Gothic novel or The novel of Terror gained great popularity in the closing decades of the eighteenth century. It owes its rise to the awakening of feeling and sentiment that marked these years and the revival of interest in the life and culture of the Middle Ages.
It marks a complete departure from the traditions of the realistic and didactic novels developed and established by Richardson, Fielding and others.
The Gothic novel deals with such blood-curdling incidents as murders in cold blood, the stalking of macabre ghosts, with incidents of physical torture and mental anguish and with scenes of solitary wanderings, cut off from light and human contact, with no other purpose than to strike terror in the readers and make them sweat all over. The scenes are laid in haunted castles, and abbeys with secret passages and subterranean vaults, grated dungeons and ruined piles. An atmosphere of mystery pervades these novels. The "terror" novelists make frequent use of magic, witchcraft and other supernatural agencies to intensify the scenes of mystery, and to stimulate the emotion of terror. They betake themselves to "far-off lands" and "fairy lands forlorn" in search of mystery and romance.

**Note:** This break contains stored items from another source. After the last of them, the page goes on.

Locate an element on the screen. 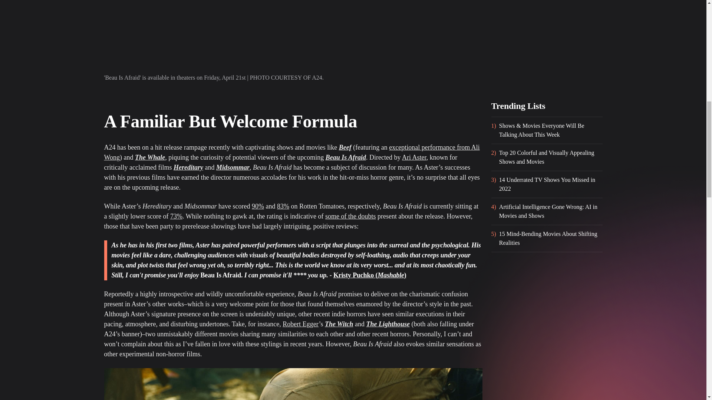 The width and height of the screenshot is (712, 400). The Witch is located at coordinates (339, 324).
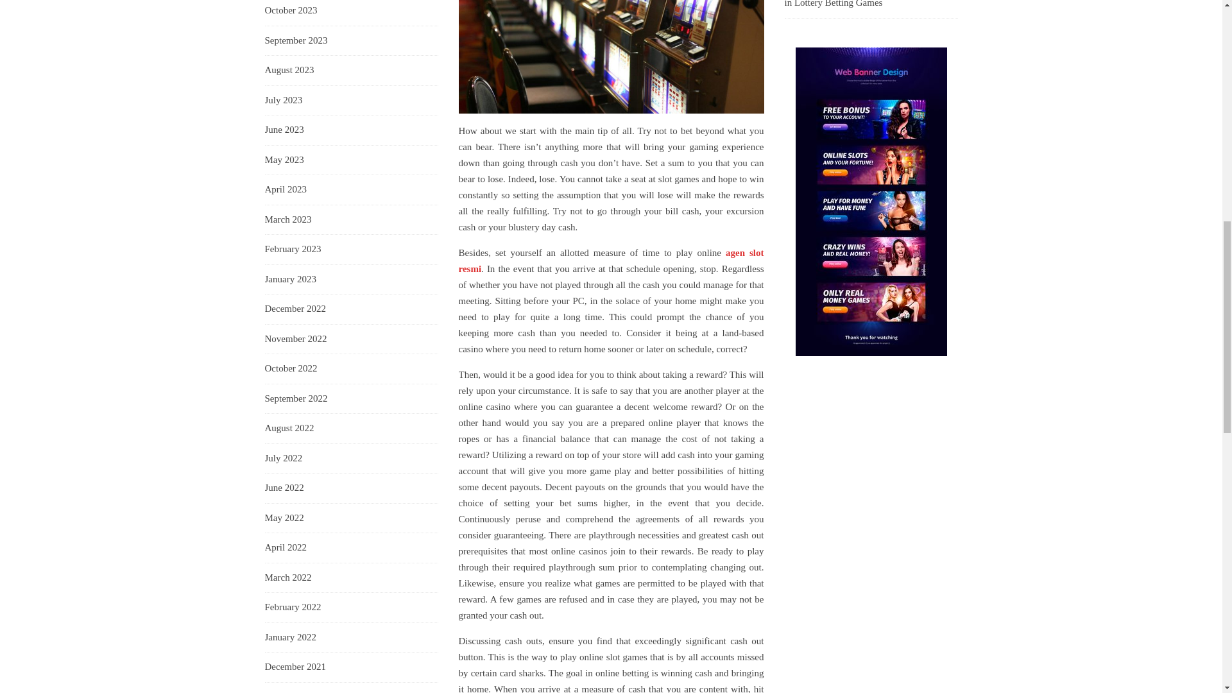  Describe the element at coordinates (283, 100) in the screenshot. I see `July 2023` at that location.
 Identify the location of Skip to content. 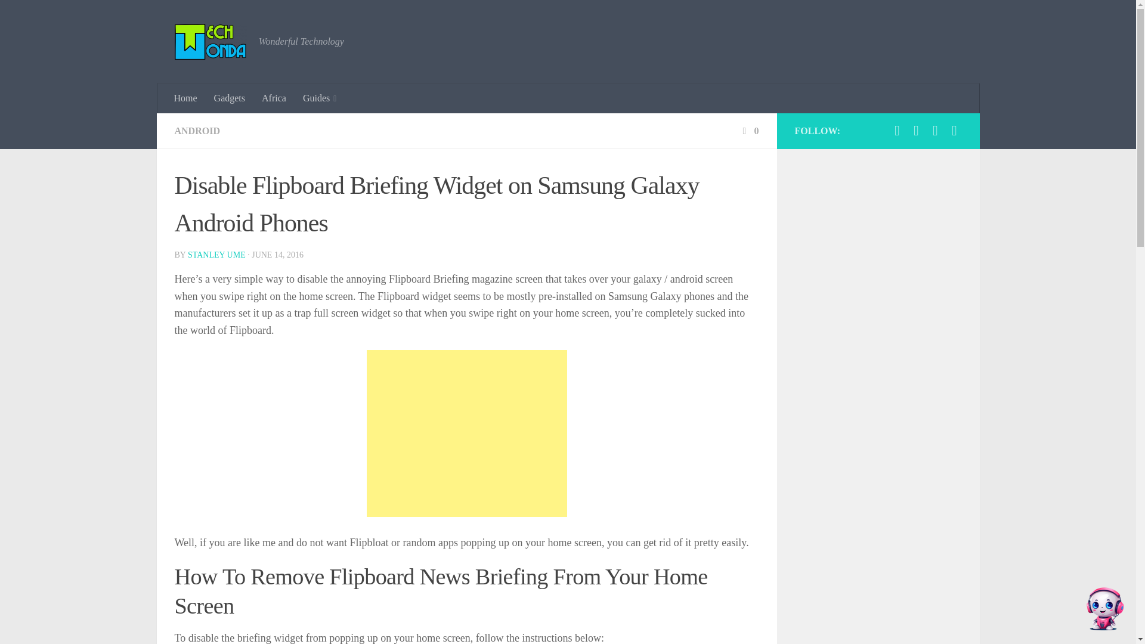
(47, 16).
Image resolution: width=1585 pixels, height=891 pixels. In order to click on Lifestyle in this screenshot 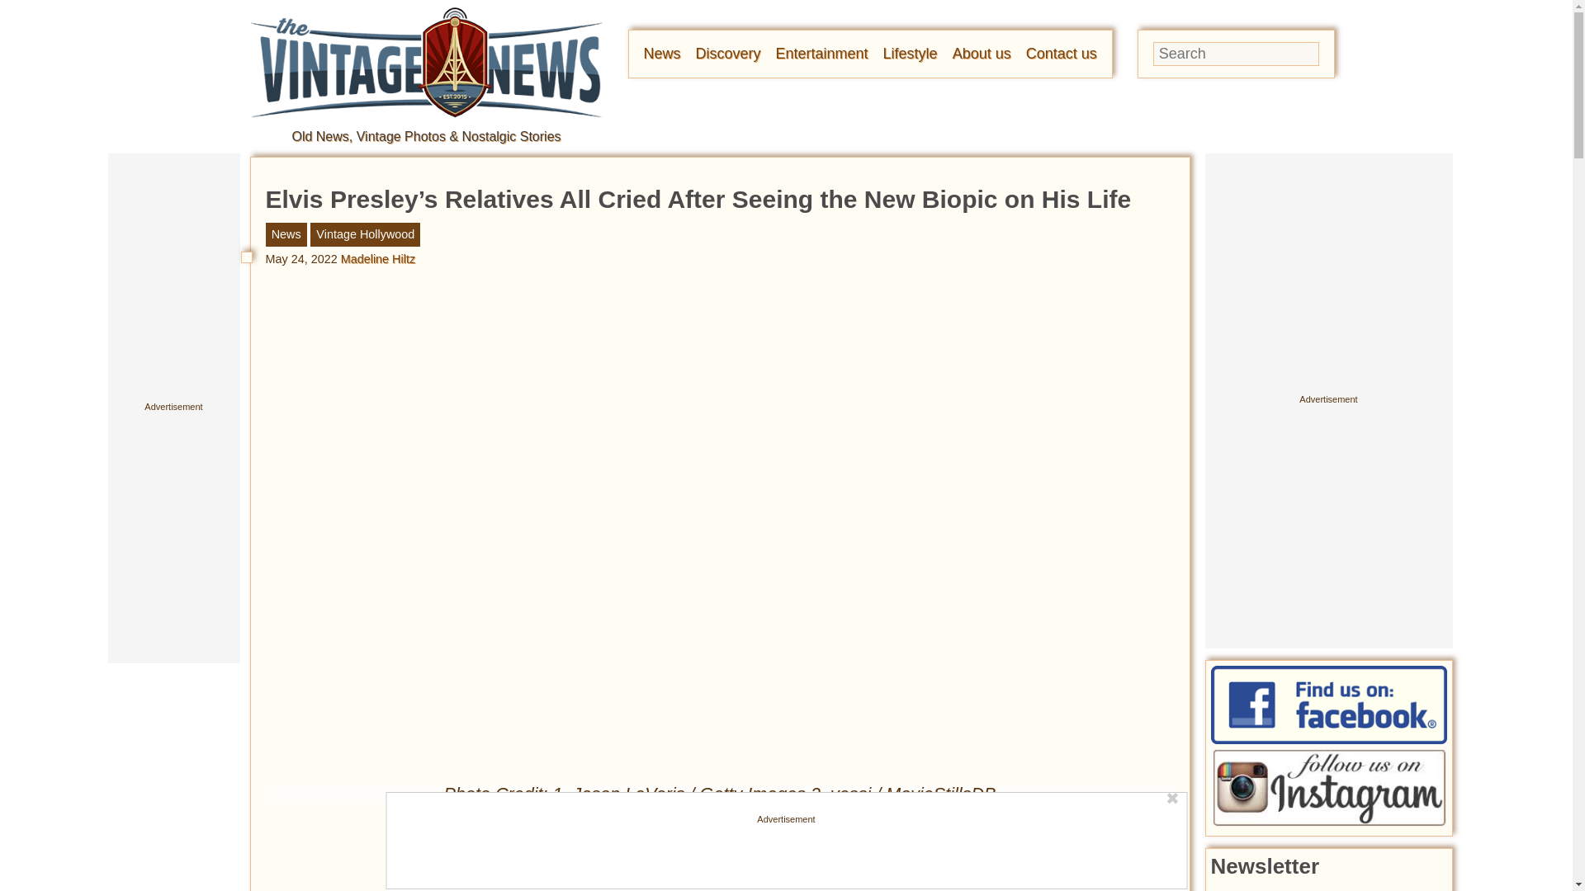, I will do `click(910, 53)`.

The Gothic novelists are the natural successors to the graveyard poets and nearly all the paraphernalia of graveyard poetry re-appear in their novels. By stimulating fear and probing the mysterious they took an important part in freeing the emotional energies, so long restrained by commonsense and good from. By playing on the deep psychological disturbances that occur when a man is brought face to face with the supernatural the most terrifying of all experiences- they provided the new thrill the people thrusted for. This made for immense popularity of Gothic novel during the period.
The major Gothic novelists are Horace Walpole , Beckford, Mrs. Anne Radcliffe, Clara Reve, Gregory Lewis etc.